A Day of Silence for MLK
I quoted Meher Baba on his 40 year silence in a diary earlier today:
"Man’s inability to live God’s words makes the Avatar’s teaching a mockery. Instead of practicing the compassion he taught, man has waged wars in his name. Instead of living the humility, purity, and truth of his words, man has given way to hatred, greed, and violence. Because man has been deaf to the principles and precepts laid down by God in the past, in this present Avataric form, I observe silence."
40 years ago Martin Luther King tried teaching his people they had the power in their own hands - the 10th most economically powerful country if they worked together. He was silenced by a bullet, but his words and inspiration live on. 60 years ago Mahatma Gandhi taught his people they had the power in their own hands but that they could live together in peace. He was silenced by a bullet, but his words and inspiration live on. But in many ways we fall short of what they might have hoped. Despite all our wealth, all our change, all our technology, we're as weak and as divided and as scared as before, full of so many excuses and so little clarity and compassion in action, as a people and as a nation.
I proposed earlier, and propose again, that tomorrow we silence our keyboards and think how the world could be in 40 years - what we will have passed on, and what the Promised Land that King saw but couldn't enter will look like, what ideals we're share, how can live together, how we can work with our differences.

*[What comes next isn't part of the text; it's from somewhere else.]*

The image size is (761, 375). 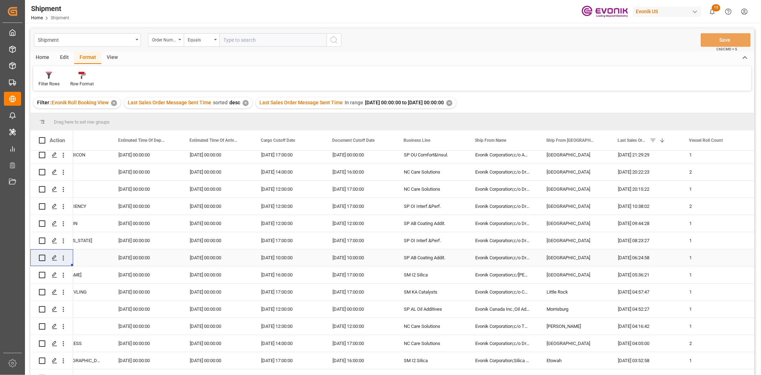 What do you see at coordinates (37, 18) in the screenshot?
I see `a: Home` at bounding box center [37, 18].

And then I propose that the day after we start on that 40 years of work, the 40 years across the desert, whether with words or in silence, but in a way that gets us closer, moves us further down the path, will make whoever's around in 2048 proud. And with that I start.
"Man’s inability to live God’s words makes the Avatar’s teaching a mockery. Instead of practicing the compassion he taught, man has waged wars in his name. Instead of living the humility, purity, and truth of his words, man has given way to hatred, greed, and violence. Because man has been deaf to the principles and precepts laid down by God in the past, in this present Avataric form, I observe silence."
40 years ago Martin Luther King tried teaching his people they had the power in their own hands - the 10th most economically powerful country if they worked together. He was silenced by a bullet, but his words and inspiration live on. 60 years ago Mahatma Gandhi taught his people they had the power in their own hands but that they could live together in peace. He was silenced by a bullet, but his words and inspiration live on. But in many ways we fall short of what they might have hoped. Despite all our wealth, all our change, all our technology, we're as weak and as divided and as scared as before, full of so many excuses and so little clarity and compassion in action, as a people and as a nation.
I proposed earlier, and propose again, that tomorrow we silence our keyboards and think how the world could be in 40 years - what we will have passed on, and what the Promised Land that King saw but couldn't enter will look like, what ideals we're share, how can live together, how we can work with our differences.
And then I propose that the day after we start on that 40 years of work, the 40 years across the desert, whether with words or in silence, but in a way that gets us closer, moves us further down the path, will make whoever's around in 2048 proud. And with that I start.